Bluntly put, our politicians’ timing is backward and misguided. Current leadership is badly misinterpreting the will of 6 million CEOs, among our most important Americans -- the only ones with honest-to-God solutions to creating badly needed good jobs.

Here is the reality: The more government regulations announced and communicated, the more CEO confidence declines. The lower CEO confidence is, the fewer customers there will be. The fewer customers there are, the fewer jobs there will be. Among the people who run America’s businesses, this is no secret.

Tuesday, April 10, 2012

Why the U.S. Healthcare Law Misses the Point

The coming decision by the Supreme Court on the Affordable Care Act likely won’t make much difference to the future of America, regardless of how the justices rule. That’s because, no matter what they decide, the whole healthcare law itself doesn’t address the nation’s real health problems.

This is not a partisan position. Let me explain.

At $2.5 trillion annually, healthcare costs are America’s single biggest national expense, by far. Nothing even comes close, not the war in Afghanistan, not the Wall Street bailouts, or various entitlements.

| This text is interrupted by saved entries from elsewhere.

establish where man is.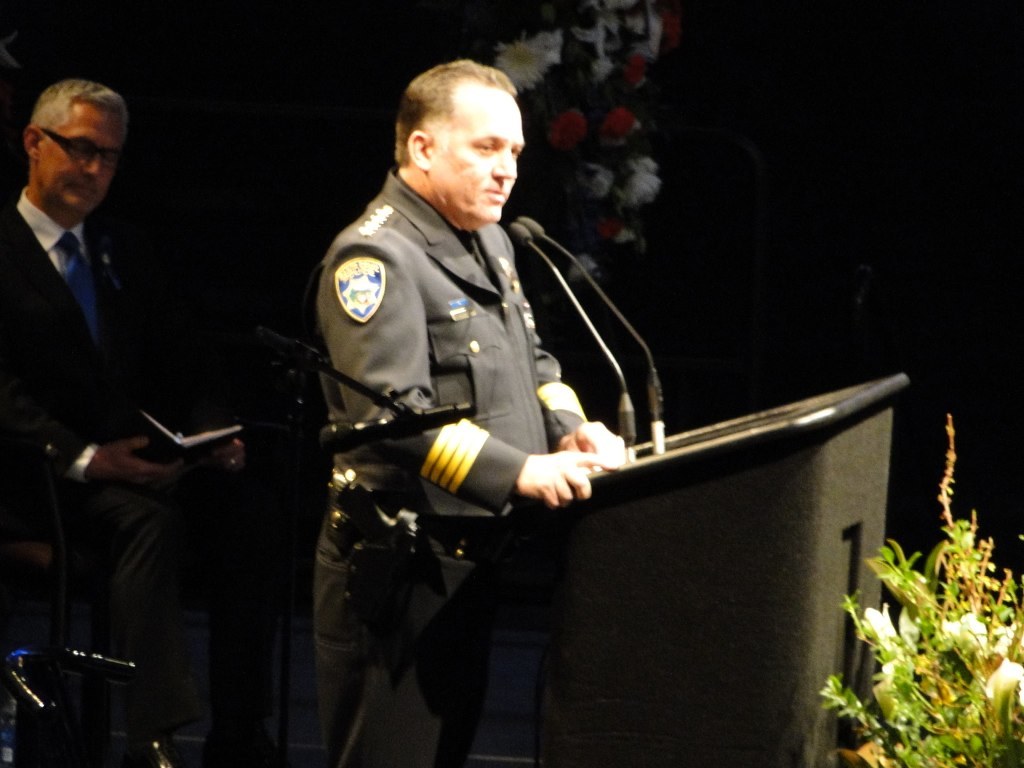
Established at left=0, top=88, right=305, bottom=767.
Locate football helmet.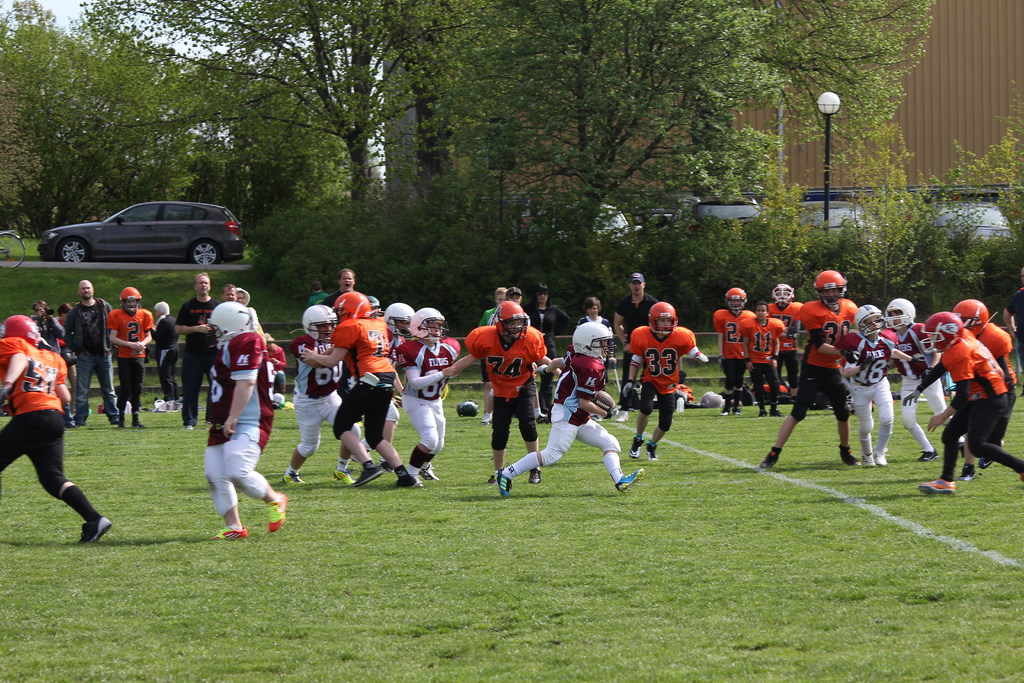
Bounding box: 0, 314, 51, 349.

America’s healthcare bill is three times the size of the nation’s defense bill and the same size as the entire economy of Russia and India added together. The size of America’s healthcare bill is staggering and much larger than anyone knows.

We spend an average of $8,000 per person while countries like England, Canada, and Germany spend an average of just $4,000 per citizen. And their citizens live longer than we do.

It gets worse. At the current annual 6% growth rate of healthcare costs, our total healthcare bill will go from $2.5 trillion to almost exactly $4.5 trillion in 10 years. If you add the stubs of the increases over the 10-year period, above the running $2.5 trillion our debt-burdened nation already lacks, we’ll see $10 trillion in surprise new tax costs. To put this in perspective, our coming healthcare costs are three times the size of the subprime meltdown that brought America and the world to our knees. We may have survived the subprime mess, but health costs will honestly break the republic.

Here’s what blows me away: Our government reports that 70% of all these costs are for preventable diseases. Bluntly, we’re eating ourselves to sickness and death and seeing epidemic rates of diabetes, according to government studies. The Gallup-Healthways Well-Being Index finds that two-thirds of Americans are either overweight or obese. And we’re all paying about $1 trillion per year to respond to these problems rather than prevent them.

In the middle of this deadly crisis, the whole healthcare debate is focused on exactly the wrong things: on how to pay for insurance and now also on the constitutionality of a law, rather than how to prevent killers like obesity and diabetes in the first place.

I know it sounds too simple, but eating and obesity are the nation’s biggest health problems, not “Who pays for insurance?” and “How does all of this relate to the Commerce Clause?”

If our elected officials, from both parties, attacked the cause rather than the effects, they could save America. If they understood what Gallup knows -- that a focus on wellbeing will put any nation on a path to economic prosperity -- they could improve not just America’s health, but everything from jobs to the GDP. But I’m afraid we’re going to continue debating irrelevancies like how nine justices will rule…which is just shifting deck chairs on an undeniably sinking ship.